Omicron underscores the limits of local COVID policy

Omicron is upon us. From Dec. 20 to Dec. 23, over 40,000 Ohioans tested positive for COVID-19, the most of any four-day stretch ever. As a matter of fact, each of the days in that window topped the previous single-day high of 13,374 cases recorded on Nov. 30, 2020, giving us the new first, second, and third highest days for positive tests to date.

Despite 59% of the population receiving a COVID vaccine, mask mandates in cities across the state, and continued social distancing from persistent corporate work from home policies and reduced in-person shopping, coronavirus rages on in Ohio.

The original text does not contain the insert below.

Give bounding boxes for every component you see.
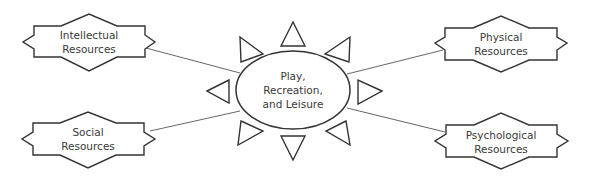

Don’t take this to mean these measures aren’t working. Despite the high case numbers, hospitalization has been leveling off and deaths have been dropping, suggesting vaccination could be lessening the symptoms of COVID. The evidence we have suggest mask mandates do reduce infection on the margin, though we haven’t studied this phenomenon with omicron variants yet. And social distancing is surely having some impact on slowing the spread of the virus.

Omicron continues to be a problem in Ohio, though, sending holiday plans into disarray and most dangerously running through hospital staffs and putting further strain on the health care system when it needs capacity the most.

The Centers for Disease Control and Prevention has issued new guidance this week reducing recommended quarantine time after exposure, partly because of new evidence suggesting transmission typically happens within three days of onset of symptoms and partly to allow hospital workers to get back on the job and help people when they are at lower risk of transmission. Policy continues to evolve as we learn more and the science advances in our understanding of this virus.

Ohio could be doing more with vaccinations. The state is only 59% fully vaccinated among working-age adults, good for 36th in the country among states in working-age vaccination rate. Hopefully the new OSHA vaccine mandate will push more people to be vaccinated, which will lesson spread and symptoms and save lives.

The harsh reality of this virus, though, is that vaccination rates in Ohio will do little to slow the evolution of the virus. Variants like delta and omicron are not developing in the relatively-highly-vaccinated United States, they are developing in parts of the world that still do not have access to the vaccine and have not been able to administer it to the general population.

Currently, three out of every four people in the U.S. and Canada has received at least one vaccination shot. Asia and Europe are close to that threshold, with about two out of every three people on those continents having received a vaccination.

In the Middle East, only about half the population has received a shot. In Africa, the number is abysmal: only 1 in 8 Africans have received a shot. This means over a billion Africans have not received a single COVID-19 shot.

Yes, vaccination in Ohio is important. But even if we got our 55% fully-vaccinated rate up to Pennsylvania’s 64% rate or even Vermont’s 77% rate, that would do little to slow the evolution of the virus, which has now lead to a strong breakthrough strain with omicron. 

Patting ourselves on the backs for increasing vaccination rates in Ohio would be like Europe congratulating itself for phasing out carbon emissions over the next twenty years while the rest of the world burns coal. Yes, our policy matters here, but this is an issue that the world needs to tackle, not one we can handle on our own.

This commentary first appeared in the Ohio Capital Journal.